Applications and Limits
Where the math wins
- Order-of-magnitude forecasting. Will hospitals overflow in 4 weeks? SEIR with the right $R_0$ gives a usable answer.
- Threshold reasoning. “How much vaccination do we need?” -> $1 - 1/R_0$, divided by VE. No fit needed.
- Counterfactual comparison. “How many lives did the lockdown save?” -> Run with and without intervention; difference is the answer (subject to $R_0$ uncertainty).
Where it loses
- Exact predictions. $R_0$ varies between settings, populations, weather, behavioural changes. Exact case counts beyond a few weeks are not reliable.
- Heterogeneity ignored. Age structure, geography, household clustering all matter; mean-field models give the wrong peak timing in detail.
- Behavioural feedback. People reduce contacts when they see the news. This is a closed-loop system, and ignoring the feedback inflates predicted peaks.

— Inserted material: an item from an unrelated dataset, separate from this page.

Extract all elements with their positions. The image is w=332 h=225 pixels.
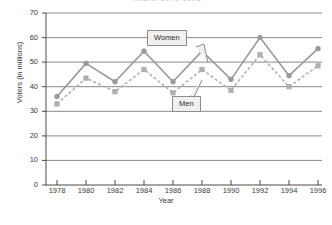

The right way to use the math is as a structured language for arguing about scenarios, not as a literal forecast.
Summary
| Concept | Key formula |
|---|---|
| Basic reproduction number | $R_0 = \beta / \gamma$ |
| Outbreak threshold | $R_0 > 1$ |
| Peak fraction infectious | $I^* \approx 1 - 1/R_0 - \ln R_0 / R_0$ |
| Final size relation | $S_\infty = S_0\,e^{-R_0(1 - S_\infty/N)}$ |
| Herd-immunity threshold | $1 - 1/R_0$ |
| Imperfect vaccine | $v \geq (1 - 1/R_0)/\mathrm{VE}$ |
| SEIR initial growth | $r$ from $r^2 + (\sigma + \gamma)r + \sigma(\gamma - \beta) = 0$ |
| Effective $R$ | $R_e(t) = R_0(t)\,S(t)/N$ |
| Network $R_0$ | $\beta\,\langle k^2 - k\rangle / (\gamma\,\langle k \rangle)$ |
Exercises
Conceptual.
- Why does the SIR final size overshoot the herd-immunity threshold? Make the argument both intuitive and analytical.
- The serial interval and the generation interval are both proxies for “time between successive infections”. Define them, and explain why they differ.
- Two countries report the same case-doubling time. Could they have very different $R_0$? Use SEIR to argue.
Computational.
- Solve the SIR system for $R_0 = 1.05, 1.5, 3.0$ and check the final-size formula numerically against the transcendental equation.
- For SEIR at $R_0 = 3$, plot the generation interval $1/\sigma + 1/\gamma$ versus the doubling time; verify that doubling time grows linearly with generation interval at fixed $R_0$.
- Implement the asymptomatic COVID model, fit it to your country’s first-wave reported time series with two free parameters ($\beta$ and start time), and compute $R_e(t)$.
Programming.
- Animate the family of SIR phase portraits as $R_0$ slides from 0.5 to 5.0.
- Build a stochastic SIR (Gillespie algorithm) and compare its mean trajectory with the deterministic ODE for population sizes $N = 10^2,\ 10^4,\ 10^6$. When does the deterministic limit kick in?
- Implement an age-structured SIR with two age classes (children, adults) and a 2x2 contact matrix. Compute the next-generation matrix and find $R_0$ as its dominant eigenvalue.
References
- Kermack & McKendrick, “A contribution to the mathematical theory of epidemics,” Proc. Roy. Soc. A 115 (1927)
- Anderson & May, Infectious Diseases of Humans, Oxford University Press (1991)
- Diekmann, Heesterbeek & Britton, Mathematical Tools for Understanding Infectious Disease Dynamics, Princeton (2013)
- Keeling & Rohani, Modeling Infectious Diseases in Humans and Animals, Princeton (2008)
- Brauer, Castillo-Chavez & Feng, Mathematical Models in Epidemiology, Springer (2019)
- Ferguson et al., “Impact of non-pharmaceutical interventions to reduce COVID-19 mortality,” Imperial College Report 9 (2020)
- Pastor-Satorras & Vespignani, “Epidemic spreading in scale-free networks,” Phys. Rev. Lett. 86 (2001)
Series Navigation
This is Part 14 of the 18-part series on Ordinary Differential Equations.